2024 October Retrospective
Octobers always seem to fly by in an instant, and this one was no exception. Maybe it’s one of the side effects of Halloween, or Donnie Darko; I’ll let you be the judge of that.
On moving fast and breaking things
I’ve been using Linux in some capacity from around 1998, and as my daily driver from around early 2006 or so; which means that I never, or very rarely moan about the constant utter breakage that plagues the Linux ecosystem. However, every now and then, the proverbial glass becomes a tad full, and overspills, which is when I end up rambling about it, usually in a fairly non contentious manner, without calling out names, etc.
This month was one of those moments, where I ended up spending around 4 hours downgrading packages starting from bash to terminal emulators, in order to figure out why a particular key-biding was broken.
Only to find out, that the problem was with tmux itself. This was a total shock to me, because never in a thousand years would have I imagined something like this. There’s a first time for everything, I guess.
As it turns out, tmux made key-bindings case-sensitive all of the sudden, without this being an opt-in feature.
-bind -n C-T new-window -c '#{pane_current_path}'
+bind -n C-t new-window -c '#{pane_current_path}'
Such a breaking change, should never ever been made without being locked behind an option first, giving ample time for people to prepare for it, and second, most definitely shouldn’t have be part of a minor version release.

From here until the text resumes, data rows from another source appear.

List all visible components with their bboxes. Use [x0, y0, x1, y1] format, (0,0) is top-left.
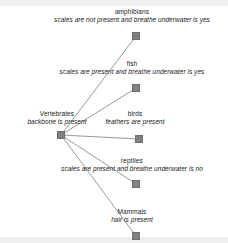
node-marker-vertebrates[interactable]	[57, 131, 65, 139]
node-marker-mammals[interactable]	[132, 232, 140, 240]
edge-vertebrates-to-mammals	[61, 135, 136, 236]
edge-vertebrates-to-reptiles	[61, 135, 136, 184]
node-marker-amphibians[interactable]	[132, 32, 140, 40]
edge-layer	[0, 0, 228, 243]
node-marker-fish[interactable]	[132, 84, 140, 92]
diagram-canvas: Vertebratesbackbone is presentamphibians…	[0, 0, 228, 243]
node-marker-reptiles[interactable]	[132, 180, 140, 188]
edge-vertebrates-to-fish	[61, 88, 136, 135]
edge-vertebrates-to-birds	[61, 135, 139, 139]
node-marker-birds[interactable]	[135, 135, 143, 143]
edge-vertebrates-to-amphibians	[61, 36, 136, 135]
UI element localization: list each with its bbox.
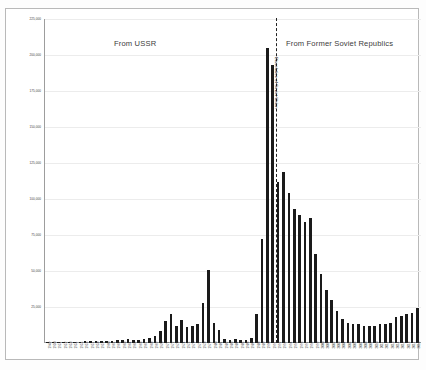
bar-series: 1949195019511952195319541955195619571958… (44, 19, 421, 343)
y-axis-tick-label: 175,000 (29, 89, 41, 93)
chart-frame: From USSR From Former Soviet Republics 2… (5, 8, 419, 360)
bar (170, 314, 173, 343)
bar (298, 215, 301, 343)
bar (395, 317, 398, 343)
bar (288, 193, 291, 343)
y-axis-tick-label: 100,000 (29, 197, 41, 201)
bar-item: 2018 (415, 19, 420, 343)
bar (180, 320, 183, 343)
x-axis-tick-label: 2018 (417, 342, 421, 349)
dissolution-divider-line: Dissolution of Soviet Union (276, 18, 277, 343)
bar (352, 324, 355, 343)
bar (389, 323, 392, 343)
dissolution-annotation-label: Dissolution of Soviet Union (274, 57, 279, 109)
bar (336, 311, 339, 343)
bar (304, 222, 307, 343)
bar (416, 308, 419, 343)
bar (411, 313, 414, 343)
chart-figure: From USSR From Former Soviet Republics 2… (0, 0, 426, 370)
bar (266, 48, 269, 343)
y-axis-tick-label: 75,000 (31, 233, 41, 237)
bar (357, 324, 360, 343)
y-axis-tick-label: 125,000 (29, 161, 41, 165)
y-axis-tick-label: 25,000 (31, 305, 41, 309)
bar (282, 172, 285, 343)
plot-area: 225,000200,000175,000150,000125,000100,0… (44, 19, 421, 343)
bar (384, 324, 387, 343)
bar (255, 314, 258, 343)
bar (293, 209, 296, 343)
bar (309, 218, 312, 343)
y-axis-tick-label: 150,000 (29, 125, 41, 129)
bar (314, 254, 317, 343)
y-axis-tick-label: 50,000 (31, 269, 41, 273)
bar (330, 300, 333, 343)
bar (164, 321, 167, 343)
bar (325, 290, 328, 343)
bar (202, 303, 205, 343)
bar (379, 324, 382, 343)
bar (196, 324, 199, 343)
bar (320, 274, 323, 343)
bar (207, 270, 210, 343)
bar (405, 314, 408, 343)
bar (213, 323, 216, 343)
y-axis-tick-label: 225,000 (29, 17, 41, 21)
bar (277, 182, 280, 343)
bar (261, 239, 264, 343)
y-axis-tick-label: 200,000 (29, 53, 41, 57)
bar (347, 323, 350, 343)
bar (400, 316, 403, 343)
bar (341, 319, 344, 343)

But, here we are – backwards compatibility seems to be an unknown concept in the world of open source. If something worked in a certain way for the past 15+ years, then that thing is no longer a BUG, that is a feature, plain and simple, no arguments, if and/or buts about it.
Once this change lands in the stable distribution channels, it’s going to be an absolute shit-show; believe you me! Going to stock up on popcorn, might even buy a popcorn maker for the occasion.
Blast from the past
While digging through some of my old archives, I stumbled upon a old screen-shot of my Linux desktop, dated January 4th, 2006; and, I thought that I’d share it for nostalgia’s sake.
Why was I digging through my archives? I’d really like to answer that question, I really would, but my lawyers have advised me to exercise my 5th amendment rights at this point in time!
This must have been Ubuntu 5.04 or 5.10, sporting GNOME 2 as its desktop environment.
The Linux port of the Unreal Tournament 2003 demo, should need absolutely no introductions (I hope!), but the apocdemo
directory might warrant a quick and dirty run through.
This is of course the System Apoc (pc demo) by Astral, which happens to come bundled with a Linux port.
Unfortunately, running it today results in a rather disappointing segmentation fault.
$ gdb demo-lnx.elf
Reading symbols from demo-lnx.elf...
(No debugging symbols found in demo-lnx.elf)
(gdb) run
Starting program: demo-lnx.elf
process 31154 is executing new program: /proc/31154/exe
[Thread debugging using libthread_db enabled]
Using host libthread_db library "/usr/lib/libthread_db.so.1".
AFS Init: PAK contains 156 files.
Program received signal SIGSEGV, Segmentation fault.
0xf7a1c321 in __glDispatchCheckMultithreaded() from /usr/lib32/libGLdispatch.so.0
When I ran it during the writing of this post, I expected to bump into a libc
related issue to be honest, but it appears that the executable has been statically linked, which explains why it ran in way back in 2006, despite being many years old at that point already.
The windows exeuctable on the other hand, seems to run just fine in Wine, so there’s that.
Hardware
I rarely, if ever praise or recommend hardware, but I’ve been using pretty much the same keyboard and wireless mouse combination for a couple of years now, so I thought that I’d give some shout-outs.
ThinkPad TrackPoint Keyboard II
Even after a few years of wear and tear, the battery still holds up surprisingly well. One gets used to the swapped FN and CTRL after a while, but there’s definitely a learning curve in the beginning.
The Print-Screen being right near alt is a god-send, for someone like myself taking quite a lot of screenshots.
ThinkPad Wireless Mouse
The scroll wheel seems to give out at around the 2 year mark, but other than that absolutely no complaints.
It’s powered by a single AA battery, and seems to be super power efficient, considering the fact that I always forget when was the last time I changed the battery.